MPs arguing Bercow should stay on until after Brexit have a point – but more needs to be done to tackle the toxic culture in Westminster
I have seen a reluctance to investigate past allegations, a tendency to delay, obfuscate, gag staff with non-disclosure agreements and, even worse, cry ‘witch hunt’, as if the perpetrators were the victims
Brexit is so important that it “trumps bad behaviour,” even sexual harassment and bullying. Of the sentences I never thought I would write, this is near the top of the list. Along with “I love Brexit” and “I hate Spurs.”
But it is what some serious politicians I respect are arguing. They want to keep John Bercow in his chair as Commons speaker for the crunch votes on Brexit over the next few months, despite Monday’s damning independent inquiry into the abuse of staff at Westminster, which called for a clear out of parliament’s top team, including the speaker.
Labour’s Dame Margaret Beckett, Emily Thornberry and Ben Bradshaw were among those making the case for Bercow to carry on. I was appalled, even though I understand why they did it. If Theresa May gets a deal – I think she will, despite the gulf between the UK and EU that will be evident at the Brussels summit starting tonight – many MPs suspect she will try to railroad it through parliament.
Although MPs and peers have spent many hours debating the “meaningful vote” they have supposedly won on the deal, they don’t know how meaningful it will be. Backbenchers suspect that May will try to wriggle out of it as she presents the choice as between her deal (however bad) and a no-deal exit. The crucial debates could turn on procedural rulings, such as whether a motion approving the deal, and a subsequent bill, could be amended – for example, for a vote on a Final Say referendum, to ask May to seek a better deal or, if no deal has been approved by the Commons, to prolong the Article 50 process beyond next March. Such rulings will be a matter for the speaker, though he will take advice from Commons clerks.
MPs believe that Bercow would be more likely to stand up to the government, and give backbenchers in all parties and the Labour opposition a fair chance to fully debate a Brexit agreement (and to prevent a cliff-edge exit next March if there is no agreement).
Bercow is a mercurial figure but in many ways has been a good speaker, a much-needed breath of fresh air in the stuffy Westminster atmosphere. He has transformed the Commons chamber by ensuring ministers are held to account in real time, by vastly increasing the number of urgent questions they must face. When I landed in the Westminster village in 1982, such statements were rare, and often made only when ministers were ready to make them. So MPs would discuss an EU directive on paper clips while a scandal in the real world went undebated. The number of urgent questions has risen from 12 in Bercow’s first year as speaker to an average of 50 since. Cabinet ministers resent having to tear up their dairies and face the Commons music (and sometimes pass the hot potato to a hapless junior minister). Hopefully Bercow’s successor will agree that the clock cannot be turned back.
Bercow is hinting (again) that he will step down next summer after 10 years in the chair, and will probably manage to hang on until then. But in normal times, MPs on all sides would ensure he departed sooner rather than later after Monday’s scathing report by Dame Laura Cox. She concluded that bullying and harassment of staff by MPs and officials is due to “systemic or institutional failings” and a culture of “deference, subservience, acquiescence and silence.”
I have seen this for myself over the years. Part of the problem is that MPs are kings in their own little world because they employ staff directly; it would be better if they were employed by parliament.
I have seen a reluctance to sweep the stables clean, investigate past allegations (as Cox recommends); a tendency to delay, obfuscate, gag staff with non-disclosure agreements and, even worse, cry “witch hunt”, as if the perpetrators were the victims. It is worth remembering that the Cox inquiry would not have happened without last year’s revelations by the BBC’s Newsnight programme.
I’m still not sure MPs get it. They will get compulsory training – but not until 2022. Why not next week? Similarly, the Cox report will be considered on Monday by the House of Commons Commission – the “senior House administration” Cox does not believe can deliver the changes needed and wants to stand aside. Bercow, himself the subject of bullying allegations which he strongly denies, has recused himself in the past. But the commission is plainly not the right body to take forward the Cox report.
Yes, Brexit is the country’s biggest challenge since the Second World War. But the MPs who think it should take priority over dragging parliament into the 21st century should think how the victims of abuse in parliament will feel. And the public, who will surely wonder why MPs should make rules and laws about harassment, bullying and the workplace when they have so conspicuously failed to put their own house in order.
“Lord, make me good, but not yet,” is no longer good enough.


### The task
The expected output is the data below, restated word for word.

[Saved data entries]
--------------------

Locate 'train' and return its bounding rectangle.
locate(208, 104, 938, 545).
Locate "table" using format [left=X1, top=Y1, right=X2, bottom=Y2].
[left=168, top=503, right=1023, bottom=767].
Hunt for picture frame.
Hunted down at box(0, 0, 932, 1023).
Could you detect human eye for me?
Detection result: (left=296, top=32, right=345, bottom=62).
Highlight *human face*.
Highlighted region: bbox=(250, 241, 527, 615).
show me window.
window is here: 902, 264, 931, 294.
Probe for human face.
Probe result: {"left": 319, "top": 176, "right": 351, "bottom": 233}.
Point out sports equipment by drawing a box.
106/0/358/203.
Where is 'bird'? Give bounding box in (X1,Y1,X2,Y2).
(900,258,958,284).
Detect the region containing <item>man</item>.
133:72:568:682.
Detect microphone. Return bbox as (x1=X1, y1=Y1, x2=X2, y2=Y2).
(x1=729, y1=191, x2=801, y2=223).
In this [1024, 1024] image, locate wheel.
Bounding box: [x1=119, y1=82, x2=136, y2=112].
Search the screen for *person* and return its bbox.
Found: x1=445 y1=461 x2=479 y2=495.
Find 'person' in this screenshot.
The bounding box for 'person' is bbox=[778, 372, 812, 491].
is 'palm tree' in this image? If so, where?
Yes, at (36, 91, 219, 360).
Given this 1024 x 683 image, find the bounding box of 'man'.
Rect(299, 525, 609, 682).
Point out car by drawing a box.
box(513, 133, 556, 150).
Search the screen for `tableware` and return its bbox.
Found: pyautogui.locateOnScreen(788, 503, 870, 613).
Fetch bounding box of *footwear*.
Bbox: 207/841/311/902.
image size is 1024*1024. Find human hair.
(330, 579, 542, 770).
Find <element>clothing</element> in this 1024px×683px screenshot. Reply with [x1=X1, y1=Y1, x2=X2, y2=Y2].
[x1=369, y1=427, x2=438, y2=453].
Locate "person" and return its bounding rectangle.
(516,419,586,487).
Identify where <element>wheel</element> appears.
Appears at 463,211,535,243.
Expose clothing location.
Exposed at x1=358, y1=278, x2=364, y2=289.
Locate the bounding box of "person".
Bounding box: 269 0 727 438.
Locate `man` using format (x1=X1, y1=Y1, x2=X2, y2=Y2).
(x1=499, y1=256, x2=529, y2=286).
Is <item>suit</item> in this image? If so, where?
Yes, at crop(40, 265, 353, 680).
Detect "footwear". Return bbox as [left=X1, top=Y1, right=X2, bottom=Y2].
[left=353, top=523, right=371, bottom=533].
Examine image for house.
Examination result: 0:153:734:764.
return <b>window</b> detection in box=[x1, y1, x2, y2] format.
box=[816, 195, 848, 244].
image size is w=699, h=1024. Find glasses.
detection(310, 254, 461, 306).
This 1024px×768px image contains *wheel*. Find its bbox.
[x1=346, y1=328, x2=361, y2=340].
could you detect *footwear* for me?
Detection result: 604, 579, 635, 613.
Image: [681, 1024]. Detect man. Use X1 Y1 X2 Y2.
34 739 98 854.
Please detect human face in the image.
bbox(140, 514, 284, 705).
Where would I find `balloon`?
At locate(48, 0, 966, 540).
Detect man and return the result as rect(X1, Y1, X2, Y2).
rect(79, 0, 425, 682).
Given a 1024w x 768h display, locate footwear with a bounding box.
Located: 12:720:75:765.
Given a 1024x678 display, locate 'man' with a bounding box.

--------------------

### Output of the task
Locate 'train' and return its bounding rectangle.
locate(208, 104, 938, 545).
Locate "table" using format [left=X1, top=Y1, right=X2, bottom=Y2].
[left=168, top=503, right=1023, bottom=767].
Hunt for picture frame.
Hunted down at box(0, 0, 932, 1023).
Could you detect human eye for me?
Detection result: (left=296, top=32, right=345, bottom=62).
Highlight *human face*.
Highlighted region: bbox=(250, 241, 527, 615).
show me window.
window is here: 902, 264, 931, 294.
Probe for human face.
Probe result: {"left": 319, "top": 176, "right": 351, "bottom": 233}.
Point out sports equipment by drawing a box.
106/0/358/203.
Where is 'bird'? Give bounding box in (X1,Y1,X2,Y2).
(900,258,958,284).
Detect the region containing <item>man</item>.
133:72:568:682.
Detect microphone. Return bbox as (x1=X1, y1=Y1, x2=X2, y2=Y2).
(x1=729, y1=191, x2=801, y2=223).
In this [1024, 1024] image, locate wheel.
Bounding box: [x1=119, y1=82, x2=136, y2=112].
Search the screen for *person* and return its bbox.
Found: x1=445 y1=461 x2=479 y2=495.
Find 'person' in this screenshot.
The bounding box for 'person' is bbox=[778, 372, 812, 491].
is 'palm tree' in this image? If so, where?
Yes, at (36, 91, 219, 360).
Given this 1024 x 683 image, find the bounding box of 'man'.
Rect(299, 525, 609, 682).
Point out car by drawing a box.
box(513, 133, 556, 150).
Search the screen for `tableware` and return its bbox.
Found: pyautogui.locateOnScreen(788, 503, 870, 613).
Fetch bounding box of *footwear*.
Bbox: 207/841/311/902.
image size is 1024*1024. Find human hair.
(330, 579, 542, 770).
Find <element>clothing</element> in this 1024px×683px screenshot. Reply with [x1=X1, y1=Y1, x2=X2, y2=Y2].
[x1=369, y1=427, x2=438, y2=453].
Locate "person" and return its bounding rectangle.
(516,419,586,487).
Identify where <element>wheel</element> appears.
Appears at 463,211,535,243.
Expose clothing location.
Exposed at x1=358, y1=278, x2=364, y2=289.
Locate the bounding box of "person".
Bounding box: 269 0 727 438.
Locate `man` using format (x1=X1, y1=Y1, x2=X2, y2=Y2).
(x1=499, y1=256, x2=529, y2=286).
Is <item>suit</item> in this image? If so, where?
Yes, at crop(40, 265, 353, 680).
Detect "footwear". Return bbox as [left=X1, top=Y1, right=X2, bottom=Y2].
[left=353, top=523, right=371, bottom=533].
Examine image for house.
Examination result: 0:153:734:764.
return <b>window</b> detection in box=[x1, y1, x2, y2] format.
box=[816, 195, 848, 244].
image size is w=699, h=1024. Find glasses.
detection(310, 254, 461, 306).
This 1024px×768px image contains *wheel*. Find its bbox.
[x1=346, y1=328, x2=361, y2=340].
could you detect *footwear* for me?
Detection result: 604, 579, 635, 613.
Image: [681, 1024]. Detect man. Use X1 Y1 X2 Y2.
34 739 98 854.
Please detect human face in the image.
bbox(140, 514, 284, 705).
Where would I find `balloon`?
At locate(48, 0, 966, 540).
Detect man and return the result as rect(X1, Y1, X2, Y2).
rect(79, 0, 425, 682).
Given a 1024w x 768h display, locate footwear with a bounding box.
Located: 12:720:75:765.
Given a 1024x678 display, locate 'man' with a bounding box.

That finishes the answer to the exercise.